Running Motivation: Finding Your ‘Why’

 

No matter how much you love running, you’re going to have days when you’re not feeling it. Sometimes these days can really interfere with your training plan. If you read our last motivation post, we gave you five tips for these days (check it out here if you missed it). Today’s tip is a little more simple, but a little more complex all at the same time. This concept comes from Simon Sinek’s Start with Why. The concept is simple. No matter what you’re trying to accomplish, you must first start with why you’re doing it. Sinek describes your why as “the purpose, cause or belief that inspires you to do what you do”. To find it, he says “all you need to do is to have the will and the desire to want to understand what drives and inspires you”. If you can truly figure out what the underlying motivation is for what you do, that will fuel you to continue on the hard days.
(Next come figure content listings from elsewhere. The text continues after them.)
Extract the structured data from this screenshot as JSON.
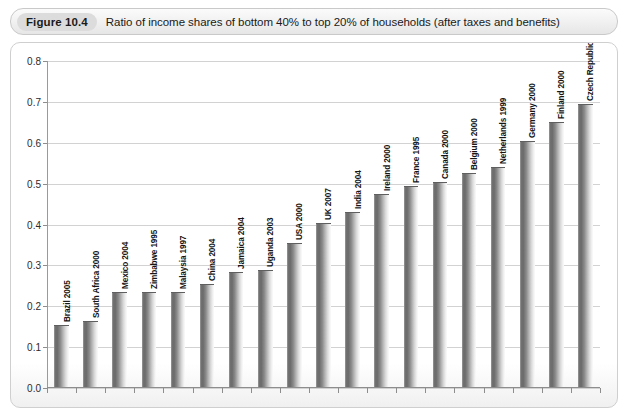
{
  "figure": {
    "number_label": "Figure 10.4",
    "caption": "Ratio of income shares of bottom 40% to top 20% of households (after taxes and benefits)"
  },
  "chart_data": {
    "type": "bar",
    "title": "Ratio of income shares of bottom 40% to top 20% of households (after taxes and benefits)",
    "xlabel": "",
    "ylabel": "",
    "ylim": [
      0.0,
      0.8
    ],
    "ytick_labels": [
      "0.0",
      "0.1",
      "0.2",
      "0.3",
      "0.4",
      "0.5",
      "0.6",
      "0.7",
      "0.8"
    ],
    "ytick_values": [
      0.0,
      0.1,
      0.2,
      0.3,
      0.4,
      0.5,
      0.6,
      0.7,
      0.8
    ],
    "grid": true,
    "legend": "none",
    "categories": [
      "Brazil 2005",
      "South Africa 2000",
      "Mexico 2004",
      "Zimbabwe 1995",
      "Malaysia 1997",
      "China 2004",
      "Jamaica 2004",
      "Uganda 2003",
      "USA 2000",
      "UK 2007",
      "India 2004",
      "Ireland 2000",
      "France 1995",
      "Canada 2000",
      "Belgium 2000",
      "Netherlands 1999",
      "Germany 2000",
      "Finland 2000",
      "Czech Republic 1996"
    ],
    "values": [
      0.15,
      0.16,
      0.23,
      0.23,
      0.23,
      0.25,
      0.28,
      0.285,
      0.35,
      0.4,
      0.425,
      0.47,
      0.49,
      0.5,
      0.52,
      0.535,
      0.6,
      0.645,
      0.69
    ]
  },
  "colors": {
    "bar_dark": "#6b6b6b",
    "bar_light": "#fbfbfb",
    "gridline": "#d2d2d2",
    "axis": "#8d8d8d",
    "badge_background": "#dcdcdc",
    "frame_border": "#cfcfcf"
  }
}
Earlier this week, we shared a story on our Facebook page about a mother, who has never been a runner, who is training for a marathon. She has a daughter with a rare genetic condition that causes almost constant seizures. She found that when she pushes her daughter while she runs, the movement and feeling of the air on her daughter’s face is one of the few things that brings a little relief. Her daughter is her why.

We’ve heard stories of runners with why’s from losing weight to proving they can do it with a disability. We’ve heard many people say their why is that they know how they feel when they don’t run. Maybe your why is that you signed up for a marathon to prove to yourself you can do it. Fitness trainer Chalene Johnson says to “only work out on days you want to feel good". Is that your why?

We challenge you this week to figure out why you run. Find your deepest motivation. When you wake up in the morning, remember your why, then get out and log those miles.